Presentation Title
Social Media as Second Creation: Cyber-Space as a Denial of Cosmic Community
Faculty Mentor(s)
Dr. Chad Maxson
Project Type
Student Scholarship
Scholarship Domain(s)
Scholarship of Interdisciplinary Integration, Scholarship of Faith Integration
Presentation Type
Presentation
Abstract
Social media aims to move the communal sphere into the digital world. It is often quipped that the current generation is the most “connected” yet “disconnected” generation in history. If social media truly succeeds in moving the social community into a digital sphere, what is the source of the widely experienced disconnect from one another?
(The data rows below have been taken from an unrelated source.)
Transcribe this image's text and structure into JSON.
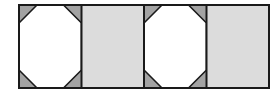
{
  "figure": {
    "type": "geometric-tiling-strip",
    "canvas": {
      "width": 279,
      "height": 108,
      "background_color": "#ffffff"
    },
    "frame": {
      "x": 19,
      "y": 5,
      "width": 250,
      "height": 83,
      "stroke_color": "#1a1a1a",
      "stroke_width": 2,
      "fill_color": "#ffffff"
    },
    "grid": {
      "rows": 1,
      "columns": 4,
      "cell_width": 62.5,
      "cell_height": 83,
      "divider_color": "#1a1a1a",
      "divider_width": 2,
      "divider_x_positions": [
        81.5,
        144,
        206.5
      ]
    },
    "colors": {
      "outline": "#1a1a1a",
      "octagon_fill": "#ffffff",
      "corner_triangle_fill": "#a3a3a3",
      "plain_cell_fill": "#dcdcdc",
      "page_background": "#ffffff"
    },
    "cells": [
      {
        "index": 1,
        "name": "octagon-cell",
        "pattern": "octagon",
        "fill": "#ffffff",
        "corner_fill": "#a3a3a3",
        "corner_cut": 18,
        "x": 19,
        "y": 5,
        "width": 62.5,
        "height": 83
      },
      {
        "index": 2,
        "name": "plain-cell",
        "pattern": "plain",
        "fill": "#dcdcdc",
        "corner_fill": "",
        "corner_cut": 0,
        "x": 81.5,
        "y": 5,
        "width": 62.5,
        "height": 83
      },
      {
        "index": 3,
        "name": "octagon-cell",
        "pattern": "octagon",
        "fill": "#ffffff",
        "corner_fill": "#a3a3a3",
        "corner_cut": 18,
        "x": 144,
        "y": 5,
        "width": 62.5,
        "height": 83
      },
      {
        "index": 4,
        "name": "plain-cell",
        "pattern": "plain",
        "fill": "#dcdcdc",
        "corner_fill": "",
        "corner_cut": 0,
        "x": 206.5,
        "y": 5,
        "width": 62.5,
        "height": 83
      }
    ]
  }
}
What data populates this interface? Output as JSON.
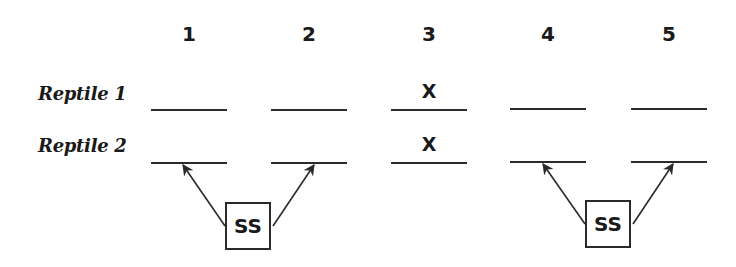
{
  "columns": [
    "1",
    "2",
    "3",
    "4",
    "5"
  ],
  "rows": [
    {
      "label": "Reptile 1",
      "cells": [
        "",
        "",
        "X",
        "",
        ""
      ]
    },
    {
      "label": "Reptile 2",
      "cells": [
        "",
        "",
        "X",
        "",
        ""
      ]
    }
  ],
  "boxes": [
    {
      "label": "SS",
      "points_to_columns": [
        "1",
        "2"
      ],
      "row": "Reptile 2"
    },
    {
      "label": "SS",
      "points_to_columns": [
        "4",
        "5"
      ],
      "row": "Reptile 2"
    }
  ]
}
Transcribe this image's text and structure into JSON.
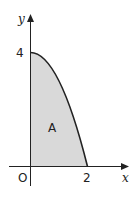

I will argue that evaluating social media in light of Bonhoeffer’s cosmic community reveals that social media insufficiently invades the space of human relationship, not capable of supporting either connection between individuals or creation. Thus, rather than affirming real relationship online, social media replaces community with an individual pursuit of self-justification, and, as a result, denies the physical body as well as creation all together, constituting a secondary creation imposed onto the first.
Permission type
This work is licensed under a Creative Commons Attribution 4.0 License.
Included in
Practical Theology Commons, Religious Thought, Theology and Philosophy of Religion Commons
Social Media as Second Creation: Cyber-Space as a Denial of Cosmic Community
Reed 330
Social media aims to move the communal sphere into the digital world. It is often quipped that the current generation is the most “connected” yet “disconnected” generation in history. If social media truly succeeds in moving the social community into a digital sphere, what is the source of the widely experienced disconnect from one another? I will argue that evaluating social media in light of Bonhoeffer’s cosmic community reveals that social media insufficiently invades the space of human relationship, not capable of supporting either connection between individuals or creation. Thus, rather than affirming real relationship online, social media replaces community with an individual pursuit of self-justification, and, as a result, denies the physical body as well as creation all together, constituting a secondary creation imposed onto the first.